Mandl was floored when he heard that Almond was also planning a string version of the Goldberg this season, also at the Wisconsin Conservatory, where the Philomusica is in residence: “Oh my God, what a coincidence!”

He was initially concerned about splitting the audience, but now thinks that a performance of the trio version might pique interest in the quintet. The same story can be told in more than one voice.

The Philomusica is together all the time. Almond’s musical partners, Arron and Armbrust, are coming to Milwaukee from elsewhere to rehearse for a couple of days and put on the concert. They have a lot to think about.

“Do we take the repeats in the dances?” Almond mused. “All of them, or some of them?

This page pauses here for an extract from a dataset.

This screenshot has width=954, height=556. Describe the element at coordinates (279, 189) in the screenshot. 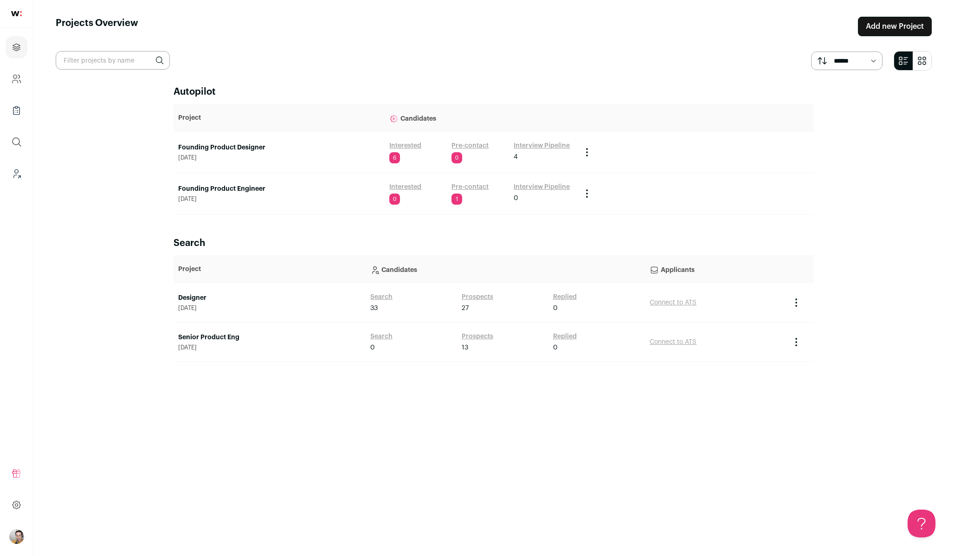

What does that do to the arc of the form? The variations do have an arch [they assemble, in fact, into an arch form], a story to tell. And each variation has its own character. Some dances are more like dances, and some are very free. These are all things we have to settle — in two days.”

Concerts begin at 7 p.m. Monday and Tuesday, Nov. 28-29, at the Wisconsin Conservatory of Music, 1584 N. Prospect Ave. Tickets are $36, $10 for students. Buy on line at the Frankly Music website. The Wisconsin Lutheran College box office is handling phone orders; 414 443-8802.

 

 

0 thoughts on “Bach’s “Goldberg,” for strings at Frankly Music”

  1. Anonymous says:

    really looking forward to this. The Sitkovetsky trio arrangement has been my version of choice since I first heard it. Dispite the many enjoyments of playing the work on the piano myself and comparing many keyboard interpretations on cd, I feel that it works better musically from start to finish in this version for strings than it does on the piano, no matter who is playing it. Aand I’m definitely lusting after the quintet, which I haven’t heard.

  2. Anonymous says:

    it must be many times more challenging for strings than it is on the piano, and, in fact, compared to the rich diet of the Well-Tempered, it is relatively lean scoring for Bach pianists whose ears and habits are accustomed to fugue writing.

  3. Anonymous says:

    I see no justification for taking any of the repeats in Variation 25, which many have considered to represent the cruicifixion.

  4. Anonymous says:

    for the above reason in Variation 25, the final descending scale-like sequence is like the final breath leaving the lungs, none of this variation should ever be rushed. It should be played as if Richard Wagner was on his knees at the foot of the cross.